Freespace twistronics for optical supertopologies
Vasu Dev, Yijie Shen
TL;DR
The paper introduces freespace twistronics, a framework that elevates moiré physics to freely propagating light by twisting two volumes of topological optical lattices. Using $N$-wave interference and Gaussian beamlet approximations, it demonstrates a spectrum of high-dimensional optical supertopologies, including skyrmionium bags, skyrmion bags, skyrmion clusters, nested superlattices, and topological quasicrystals, protected by nondiffracting propagation and robustness to perturbations. The experimental results, achieved with an SLM, show long-range, propagation-invariant textures and self-healing behavior when obstructed, validating the approach and its potential for robust information transfer and encryption. By enabling controllable topology in free space, this work unlocks new directions in moiré photonics, higher-dimensional topologies, and interactions with matter, with implications across communications and photonic topology research.
Abstract
Twistronics, the study of moiré superlattices of twisted bilayer 2D materials creating nontrivial physical effects, has recently revolutionized diverse subjects from materials to optoelectronics, nanophotonics, and beyond. Here, breaking the reliance on materials, we present twistronics in higher-dimensional free space, where the twisted lattice is not a layer of 2D material but a 3D propagating light field with topological textures. Moiré structured light with a twist angle can generate a rich set of high-dimensional topologies, including skyrmionium bags, skyrmion bag superlattices, skyrmion clusters, and optical quasicrystals, with controllable symmetry. Many of these textures have not been reported before. Importantly, in contrast to prior moiré superlattices, our freespace optical moiré textures maintain their topologies over a long propagation distances, showing nondiffractive behavior and robustness against perturbations and obstacles. Our work unlocks higher dimensions to manipulate moiré photonics with high-capacity topologies to address modern challenges of robust information transfer and encryption.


• **HOW TO COMPLETE THIS TASK**
If a line in the records below holds the word "note", copy it.

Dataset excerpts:
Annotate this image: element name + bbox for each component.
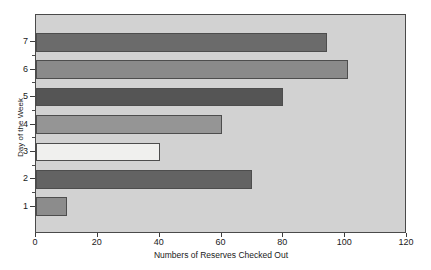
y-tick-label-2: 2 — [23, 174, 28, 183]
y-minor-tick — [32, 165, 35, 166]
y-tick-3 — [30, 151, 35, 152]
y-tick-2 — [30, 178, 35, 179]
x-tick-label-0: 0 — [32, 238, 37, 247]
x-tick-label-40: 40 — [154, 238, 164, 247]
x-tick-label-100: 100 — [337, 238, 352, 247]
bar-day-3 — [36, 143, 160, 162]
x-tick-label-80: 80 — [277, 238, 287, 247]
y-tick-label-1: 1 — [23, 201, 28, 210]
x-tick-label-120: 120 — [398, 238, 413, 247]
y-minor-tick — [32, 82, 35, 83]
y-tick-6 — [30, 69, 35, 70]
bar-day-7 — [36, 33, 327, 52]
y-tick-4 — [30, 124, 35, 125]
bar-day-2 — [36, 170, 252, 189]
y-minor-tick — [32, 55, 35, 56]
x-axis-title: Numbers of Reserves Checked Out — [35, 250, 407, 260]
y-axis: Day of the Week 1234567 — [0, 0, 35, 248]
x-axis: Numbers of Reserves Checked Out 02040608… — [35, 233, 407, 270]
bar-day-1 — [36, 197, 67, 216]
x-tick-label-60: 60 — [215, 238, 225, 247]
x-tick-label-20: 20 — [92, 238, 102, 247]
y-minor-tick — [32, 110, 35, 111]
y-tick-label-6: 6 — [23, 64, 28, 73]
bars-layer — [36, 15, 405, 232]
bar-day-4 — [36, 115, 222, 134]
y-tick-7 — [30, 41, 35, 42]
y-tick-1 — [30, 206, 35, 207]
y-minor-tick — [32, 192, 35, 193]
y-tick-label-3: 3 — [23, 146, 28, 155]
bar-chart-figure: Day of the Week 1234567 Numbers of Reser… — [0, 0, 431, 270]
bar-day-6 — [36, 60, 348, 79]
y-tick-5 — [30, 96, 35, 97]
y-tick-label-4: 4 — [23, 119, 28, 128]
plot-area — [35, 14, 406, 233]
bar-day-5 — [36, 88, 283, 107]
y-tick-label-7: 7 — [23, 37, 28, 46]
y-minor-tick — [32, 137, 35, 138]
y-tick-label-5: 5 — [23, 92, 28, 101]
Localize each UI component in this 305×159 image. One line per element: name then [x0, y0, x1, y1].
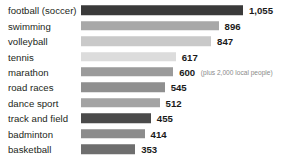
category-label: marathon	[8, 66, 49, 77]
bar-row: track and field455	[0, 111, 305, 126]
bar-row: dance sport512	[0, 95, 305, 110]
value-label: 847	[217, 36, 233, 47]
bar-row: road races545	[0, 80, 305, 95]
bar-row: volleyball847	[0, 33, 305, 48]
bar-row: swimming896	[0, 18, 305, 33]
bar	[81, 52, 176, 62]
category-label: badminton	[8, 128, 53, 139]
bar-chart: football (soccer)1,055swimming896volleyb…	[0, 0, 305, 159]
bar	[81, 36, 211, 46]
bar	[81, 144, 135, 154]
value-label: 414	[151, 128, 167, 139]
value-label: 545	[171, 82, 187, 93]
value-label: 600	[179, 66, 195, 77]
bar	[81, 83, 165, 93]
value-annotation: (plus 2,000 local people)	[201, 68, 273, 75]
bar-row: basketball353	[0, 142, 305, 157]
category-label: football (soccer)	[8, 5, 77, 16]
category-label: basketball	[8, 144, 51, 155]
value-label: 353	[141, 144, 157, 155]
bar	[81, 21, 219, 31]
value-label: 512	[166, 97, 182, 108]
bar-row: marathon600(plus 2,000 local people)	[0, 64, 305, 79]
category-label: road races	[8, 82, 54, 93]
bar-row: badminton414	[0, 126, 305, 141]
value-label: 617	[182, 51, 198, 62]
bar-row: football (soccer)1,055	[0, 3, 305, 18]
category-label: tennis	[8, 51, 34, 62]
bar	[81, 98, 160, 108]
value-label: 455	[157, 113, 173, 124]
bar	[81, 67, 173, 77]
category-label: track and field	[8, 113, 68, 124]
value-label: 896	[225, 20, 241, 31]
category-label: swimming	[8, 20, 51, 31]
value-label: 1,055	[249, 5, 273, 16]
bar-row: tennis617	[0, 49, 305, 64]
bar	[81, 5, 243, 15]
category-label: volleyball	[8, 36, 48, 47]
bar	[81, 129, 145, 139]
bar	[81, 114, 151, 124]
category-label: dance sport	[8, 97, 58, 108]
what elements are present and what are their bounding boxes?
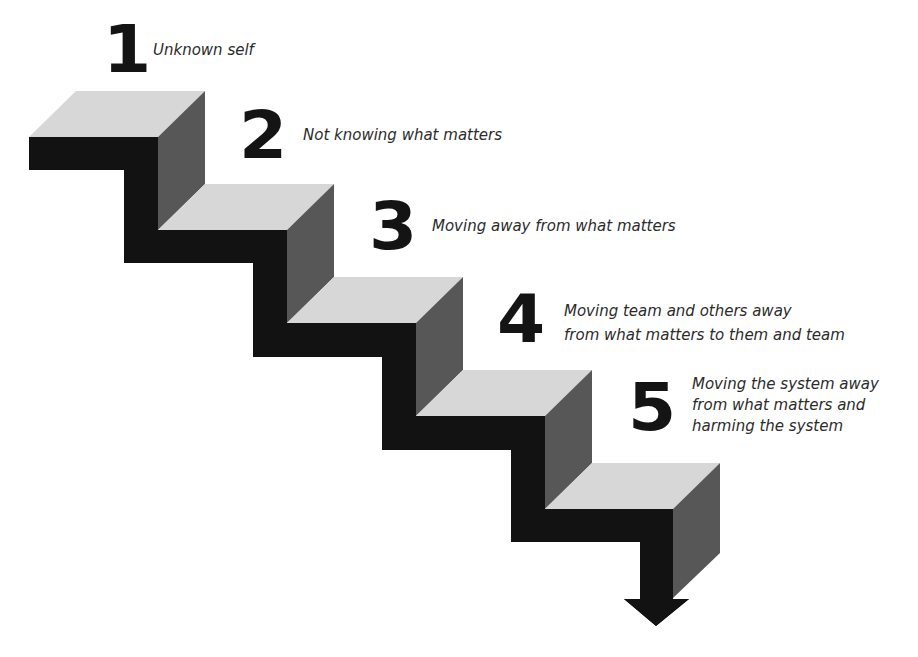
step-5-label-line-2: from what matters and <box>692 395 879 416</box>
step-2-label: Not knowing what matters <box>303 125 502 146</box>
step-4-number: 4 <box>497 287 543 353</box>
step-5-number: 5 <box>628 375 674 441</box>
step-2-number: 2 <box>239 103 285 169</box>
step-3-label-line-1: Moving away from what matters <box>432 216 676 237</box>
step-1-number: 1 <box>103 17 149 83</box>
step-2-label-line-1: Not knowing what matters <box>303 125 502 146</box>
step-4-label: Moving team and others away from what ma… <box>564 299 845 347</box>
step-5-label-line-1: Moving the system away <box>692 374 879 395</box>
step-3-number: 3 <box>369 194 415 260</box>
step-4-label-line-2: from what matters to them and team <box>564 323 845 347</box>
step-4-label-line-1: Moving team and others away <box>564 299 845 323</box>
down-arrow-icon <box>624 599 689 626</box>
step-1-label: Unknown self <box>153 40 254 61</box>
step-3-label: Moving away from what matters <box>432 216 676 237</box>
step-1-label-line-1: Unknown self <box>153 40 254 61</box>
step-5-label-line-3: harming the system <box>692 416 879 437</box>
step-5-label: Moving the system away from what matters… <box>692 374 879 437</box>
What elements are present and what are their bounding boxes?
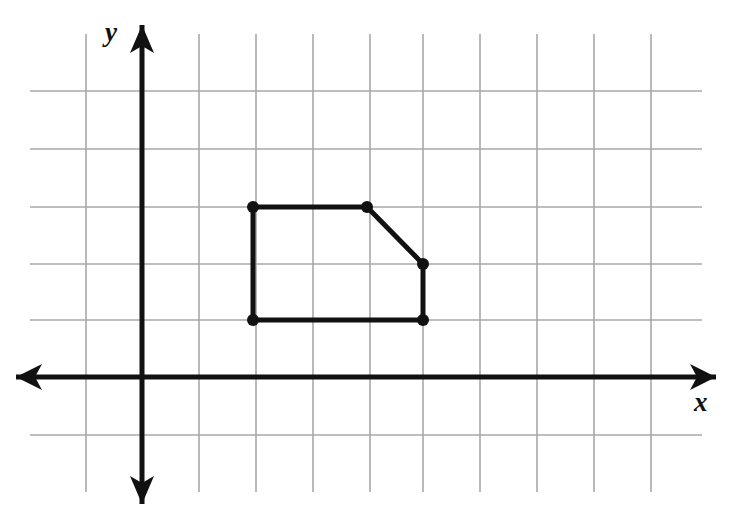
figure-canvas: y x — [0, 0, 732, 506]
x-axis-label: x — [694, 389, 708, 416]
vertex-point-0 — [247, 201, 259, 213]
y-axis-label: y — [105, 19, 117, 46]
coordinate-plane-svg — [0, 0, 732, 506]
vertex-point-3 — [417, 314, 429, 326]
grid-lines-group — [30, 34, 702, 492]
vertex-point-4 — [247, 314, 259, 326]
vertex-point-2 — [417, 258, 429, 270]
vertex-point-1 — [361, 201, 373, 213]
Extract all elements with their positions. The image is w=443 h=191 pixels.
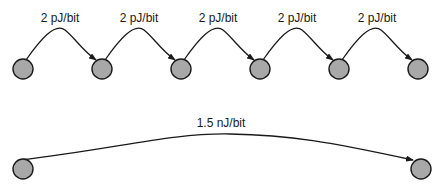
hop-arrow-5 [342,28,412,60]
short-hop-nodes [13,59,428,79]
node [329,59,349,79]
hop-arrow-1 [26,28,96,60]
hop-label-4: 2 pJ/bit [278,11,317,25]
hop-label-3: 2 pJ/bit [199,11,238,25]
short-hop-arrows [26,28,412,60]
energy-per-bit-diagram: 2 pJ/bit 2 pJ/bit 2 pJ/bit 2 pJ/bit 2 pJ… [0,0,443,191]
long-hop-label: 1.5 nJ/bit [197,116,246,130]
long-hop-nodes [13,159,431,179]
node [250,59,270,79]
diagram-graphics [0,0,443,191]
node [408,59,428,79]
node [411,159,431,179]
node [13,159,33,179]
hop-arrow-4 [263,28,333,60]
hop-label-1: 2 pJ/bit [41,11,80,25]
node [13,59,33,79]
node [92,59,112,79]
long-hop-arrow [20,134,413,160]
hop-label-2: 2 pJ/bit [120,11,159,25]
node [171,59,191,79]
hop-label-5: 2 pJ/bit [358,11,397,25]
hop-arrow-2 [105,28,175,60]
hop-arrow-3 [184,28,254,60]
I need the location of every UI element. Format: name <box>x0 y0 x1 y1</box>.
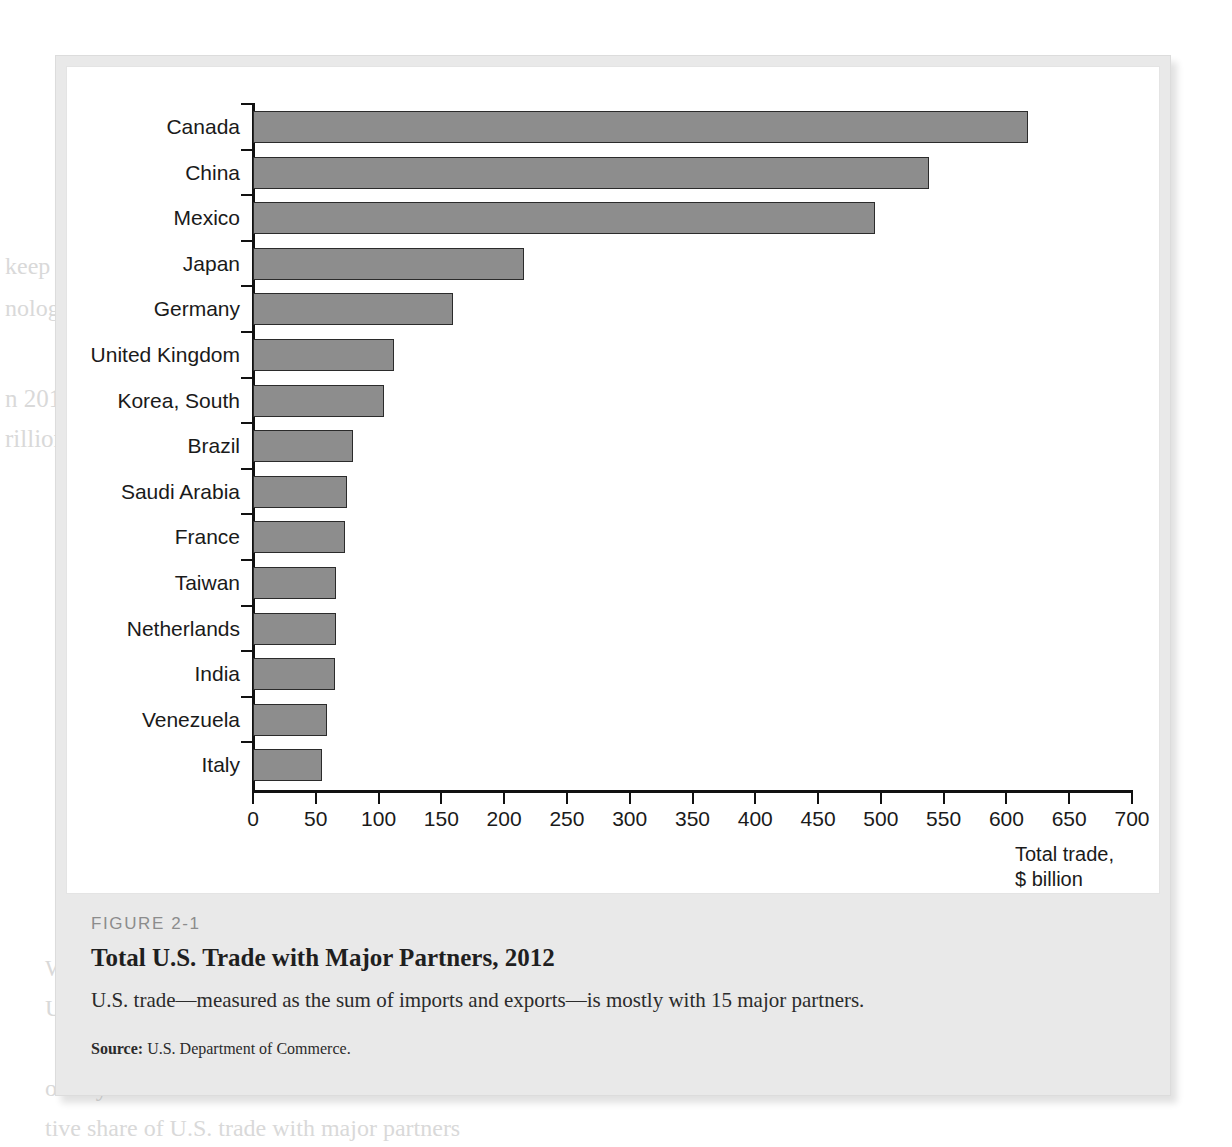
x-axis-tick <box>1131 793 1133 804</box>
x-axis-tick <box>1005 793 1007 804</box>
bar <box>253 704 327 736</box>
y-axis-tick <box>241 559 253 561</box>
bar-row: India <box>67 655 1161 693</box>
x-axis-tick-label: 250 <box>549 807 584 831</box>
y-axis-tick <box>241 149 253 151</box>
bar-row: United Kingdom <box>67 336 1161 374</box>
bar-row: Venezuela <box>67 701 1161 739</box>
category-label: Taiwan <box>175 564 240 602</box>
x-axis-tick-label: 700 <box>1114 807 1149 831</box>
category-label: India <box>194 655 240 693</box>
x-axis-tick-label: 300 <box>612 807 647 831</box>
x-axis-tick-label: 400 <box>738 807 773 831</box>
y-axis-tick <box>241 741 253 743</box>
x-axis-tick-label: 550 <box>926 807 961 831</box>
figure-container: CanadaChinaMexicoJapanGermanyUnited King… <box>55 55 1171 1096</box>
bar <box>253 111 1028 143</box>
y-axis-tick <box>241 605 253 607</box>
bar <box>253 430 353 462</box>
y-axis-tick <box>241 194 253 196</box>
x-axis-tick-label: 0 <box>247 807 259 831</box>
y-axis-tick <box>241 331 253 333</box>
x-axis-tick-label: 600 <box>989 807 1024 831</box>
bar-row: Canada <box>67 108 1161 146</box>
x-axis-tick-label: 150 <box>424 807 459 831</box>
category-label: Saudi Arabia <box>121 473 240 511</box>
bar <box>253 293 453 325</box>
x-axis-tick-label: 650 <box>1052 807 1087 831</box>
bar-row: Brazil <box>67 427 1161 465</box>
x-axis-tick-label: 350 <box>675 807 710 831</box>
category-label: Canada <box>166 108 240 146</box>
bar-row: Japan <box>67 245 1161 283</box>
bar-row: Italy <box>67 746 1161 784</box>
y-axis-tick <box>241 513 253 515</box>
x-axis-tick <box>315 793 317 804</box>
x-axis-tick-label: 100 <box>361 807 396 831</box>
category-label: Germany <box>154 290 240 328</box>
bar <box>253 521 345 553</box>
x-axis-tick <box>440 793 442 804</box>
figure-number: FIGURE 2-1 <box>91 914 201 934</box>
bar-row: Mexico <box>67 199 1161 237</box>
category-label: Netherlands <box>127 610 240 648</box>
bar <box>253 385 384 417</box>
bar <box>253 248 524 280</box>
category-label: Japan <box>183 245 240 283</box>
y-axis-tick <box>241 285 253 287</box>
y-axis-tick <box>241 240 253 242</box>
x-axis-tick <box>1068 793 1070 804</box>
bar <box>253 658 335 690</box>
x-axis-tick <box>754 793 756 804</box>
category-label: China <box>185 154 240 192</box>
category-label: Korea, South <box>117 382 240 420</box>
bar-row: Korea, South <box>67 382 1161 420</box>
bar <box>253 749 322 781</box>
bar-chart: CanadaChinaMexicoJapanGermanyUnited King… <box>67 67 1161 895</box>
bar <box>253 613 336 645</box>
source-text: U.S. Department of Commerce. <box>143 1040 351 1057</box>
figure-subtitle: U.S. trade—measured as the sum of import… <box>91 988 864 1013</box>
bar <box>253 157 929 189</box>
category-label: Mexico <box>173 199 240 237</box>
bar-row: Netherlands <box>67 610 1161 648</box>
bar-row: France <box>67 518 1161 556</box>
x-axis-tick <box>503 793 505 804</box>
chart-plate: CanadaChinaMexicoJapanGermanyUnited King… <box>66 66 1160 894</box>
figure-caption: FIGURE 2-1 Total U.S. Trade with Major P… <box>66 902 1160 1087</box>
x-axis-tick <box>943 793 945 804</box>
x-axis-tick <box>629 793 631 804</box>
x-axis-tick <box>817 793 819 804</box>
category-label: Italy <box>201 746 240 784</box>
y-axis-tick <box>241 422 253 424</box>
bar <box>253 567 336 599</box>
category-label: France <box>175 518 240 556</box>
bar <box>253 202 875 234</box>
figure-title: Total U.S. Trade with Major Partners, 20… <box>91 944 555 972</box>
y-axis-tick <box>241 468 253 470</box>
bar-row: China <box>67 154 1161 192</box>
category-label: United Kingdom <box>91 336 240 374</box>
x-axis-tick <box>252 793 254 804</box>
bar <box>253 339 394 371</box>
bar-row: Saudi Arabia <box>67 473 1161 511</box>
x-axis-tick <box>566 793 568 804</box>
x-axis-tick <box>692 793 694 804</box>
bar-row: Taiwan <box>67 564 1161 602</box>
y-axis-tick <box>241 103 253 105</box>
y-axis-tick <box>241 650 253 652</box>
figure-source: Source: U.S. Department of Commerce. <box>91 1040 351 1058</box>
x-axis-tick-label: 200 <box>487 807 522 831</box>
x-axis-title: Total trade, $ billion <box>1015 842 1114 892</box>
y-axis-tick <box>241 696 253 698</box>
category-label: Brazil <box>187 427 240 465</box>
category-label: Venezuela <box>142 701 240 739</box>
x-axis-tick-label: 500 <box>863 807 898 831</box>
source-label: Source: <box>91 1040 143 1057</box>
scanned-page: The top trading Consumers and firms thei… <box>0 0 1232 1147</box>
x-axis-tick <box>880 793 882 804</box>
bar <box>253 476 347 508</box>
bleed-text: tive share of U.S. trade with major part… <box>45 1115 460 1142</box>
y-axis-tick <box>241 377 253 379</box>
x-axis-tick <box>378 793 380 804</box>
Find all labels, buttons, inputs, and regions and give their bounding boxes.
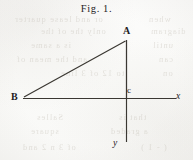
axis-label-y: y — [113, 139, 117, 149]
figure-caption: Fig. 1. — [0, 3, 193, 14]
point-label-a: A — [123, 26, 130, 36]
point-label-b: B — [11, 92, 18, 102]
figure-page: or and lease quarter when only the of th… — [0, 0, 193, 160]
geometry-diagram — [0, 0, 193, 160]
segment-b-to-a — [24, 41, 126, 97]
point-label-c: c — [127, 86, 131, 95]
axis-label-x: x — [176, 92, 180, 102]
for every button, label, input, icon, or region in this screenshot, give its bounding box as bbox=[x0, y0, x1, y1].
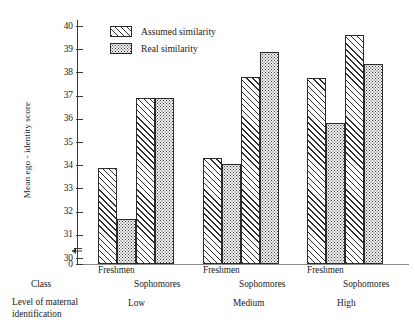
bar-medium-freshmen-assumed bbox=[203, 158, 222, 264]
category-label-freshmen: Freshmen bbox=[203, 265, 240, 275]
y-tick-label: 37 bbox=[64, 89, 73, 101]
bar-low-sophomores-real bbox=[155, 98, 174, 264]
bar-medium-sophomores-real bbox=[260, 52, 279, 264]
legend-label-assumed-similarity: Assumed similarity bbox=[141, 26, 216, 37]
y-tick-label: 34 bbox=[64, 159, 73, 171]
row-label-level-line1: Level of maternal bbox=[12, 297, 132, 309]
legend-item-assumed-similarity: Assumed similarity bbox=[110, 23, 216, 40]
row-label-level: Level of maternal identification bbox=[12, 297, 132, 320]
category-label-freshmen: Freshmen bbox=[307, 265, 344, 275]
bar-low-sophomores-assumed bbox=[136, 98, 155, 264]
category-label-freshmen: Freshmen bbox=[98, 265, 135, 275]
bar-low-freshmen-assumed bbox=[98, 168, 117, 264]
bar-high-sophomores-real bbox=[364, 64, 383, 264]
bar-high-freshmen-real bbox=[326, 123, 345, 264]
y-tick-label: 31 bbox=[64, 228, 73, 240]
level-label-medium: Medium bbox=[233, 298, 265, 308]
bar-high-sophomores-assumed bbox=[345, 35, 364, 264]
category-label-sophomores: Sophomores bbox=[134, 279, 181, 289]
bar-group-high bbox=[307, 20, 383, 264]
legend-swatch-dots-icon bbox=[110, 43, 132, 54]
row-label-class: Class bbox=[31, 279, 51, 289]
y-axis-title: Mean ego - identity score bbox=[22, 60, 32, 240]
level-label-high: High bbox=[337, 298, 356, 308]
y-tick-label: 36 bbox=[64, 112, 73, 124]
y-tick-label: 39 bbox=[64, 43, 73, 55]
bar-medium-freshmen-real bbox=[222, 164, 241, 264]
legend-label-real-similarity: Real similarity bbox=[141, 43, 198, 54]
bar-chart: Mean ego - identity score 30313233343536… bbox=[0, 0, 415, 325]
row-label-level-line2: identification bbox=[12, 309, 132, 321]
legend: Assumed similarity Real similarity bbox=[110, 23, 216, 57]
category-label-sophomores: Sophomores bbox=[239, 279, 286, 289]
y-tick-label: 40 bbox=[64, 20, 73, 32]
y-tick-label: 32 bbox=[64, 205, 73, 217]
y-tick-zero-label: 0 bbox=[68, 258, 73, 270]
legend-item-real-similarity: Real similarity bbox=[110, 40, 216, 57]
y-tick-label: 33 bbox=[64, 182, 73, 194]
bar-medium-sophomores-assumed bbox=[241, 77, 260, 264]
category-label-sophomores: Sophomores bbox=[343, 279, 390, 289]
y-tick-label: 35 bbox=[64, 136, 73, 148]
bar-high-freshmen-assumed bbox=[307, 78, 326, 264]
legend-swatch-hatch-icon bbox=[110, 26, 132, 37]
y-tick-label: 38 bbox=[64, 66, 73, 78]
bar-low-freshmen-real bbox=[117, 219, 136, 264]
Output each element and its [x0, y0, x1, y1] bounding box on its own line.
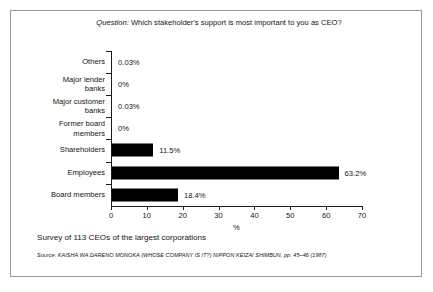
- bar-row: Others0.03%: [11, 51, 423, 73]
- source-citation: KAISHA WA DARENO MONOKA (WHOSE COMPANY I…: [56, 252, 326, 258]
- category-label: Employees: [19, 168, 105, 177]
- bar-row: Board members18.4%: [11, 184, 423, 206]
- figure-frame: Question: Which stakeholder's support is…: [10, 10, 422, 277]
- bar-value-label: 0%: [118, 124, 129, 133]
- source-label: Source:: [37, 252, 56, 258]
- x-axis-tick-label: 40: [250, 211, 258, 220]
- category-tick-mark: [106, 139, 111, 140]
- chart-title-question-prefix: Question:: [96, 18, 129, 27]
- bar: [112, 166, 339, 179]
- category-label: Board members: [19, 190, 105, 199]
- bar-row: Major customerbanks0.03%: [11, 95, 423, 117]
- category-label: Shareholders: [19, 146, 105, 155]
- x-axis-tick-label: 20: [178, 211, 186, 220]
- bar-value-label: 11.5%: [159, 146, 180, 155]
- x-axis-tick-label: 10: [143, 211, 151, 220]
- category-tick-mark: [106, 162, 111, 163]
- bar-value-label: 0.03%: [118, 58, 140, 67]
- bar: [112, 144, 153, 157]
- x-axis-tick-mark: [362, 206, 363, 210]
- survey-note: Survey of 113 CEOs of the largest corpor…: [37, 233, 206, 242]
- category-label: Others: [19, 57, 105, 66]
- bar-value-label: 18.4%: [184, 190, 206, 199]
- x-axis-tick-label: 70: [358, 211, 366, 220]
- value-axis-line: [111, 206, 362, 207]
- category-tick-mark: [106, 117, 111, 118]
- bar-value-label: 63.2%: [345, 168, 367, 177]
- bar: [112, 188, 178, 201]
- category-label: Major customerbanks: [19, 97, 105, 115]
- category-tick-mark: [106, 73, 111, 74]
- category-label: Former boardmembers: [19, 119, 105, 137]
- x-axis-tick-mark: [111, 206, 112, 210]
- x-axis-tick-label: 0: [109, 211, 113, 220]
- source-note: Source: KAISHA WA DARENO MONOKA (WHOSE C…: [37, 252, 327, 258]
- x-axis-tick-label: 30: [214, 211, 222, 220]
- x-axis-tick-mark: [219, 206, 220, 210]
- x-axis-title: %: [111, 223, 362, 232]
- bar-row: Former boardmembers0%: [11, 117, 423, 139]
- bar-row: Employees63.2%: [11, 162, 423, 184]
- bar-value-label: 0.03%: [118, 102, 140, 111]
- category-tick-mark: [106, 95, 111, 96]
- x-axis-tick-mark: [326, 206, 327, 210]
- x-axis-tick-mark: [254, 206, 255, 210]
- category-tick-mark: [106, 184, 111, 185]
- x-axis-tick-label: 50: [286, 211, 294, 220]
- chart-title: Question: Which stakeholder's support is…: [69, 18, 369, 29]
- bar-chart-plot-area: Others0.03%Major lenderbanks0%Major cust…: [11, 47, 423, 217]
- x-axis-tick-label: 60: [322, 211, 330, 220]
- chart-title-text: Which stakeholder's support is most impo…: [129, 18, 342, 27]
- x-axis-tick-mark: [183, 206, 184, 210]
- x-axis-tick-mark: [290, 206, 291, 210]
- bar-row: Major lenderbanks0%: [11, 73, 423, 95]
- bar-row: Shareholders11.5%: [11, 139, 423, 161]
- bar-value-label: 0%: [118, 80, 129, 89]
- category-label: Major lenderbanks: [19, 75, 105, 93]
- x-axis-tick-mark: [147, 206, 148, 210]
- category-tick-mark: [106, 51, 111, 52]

• **SOLVED EXERCISE**
- survey-note: Survey of 113 CEOs of the largest corpor…: [37, 233, 206, 242]
- source-note: Source: KAISHA WA DARENO MONOKA (WHOSE C…: [37, 252, 327, 258]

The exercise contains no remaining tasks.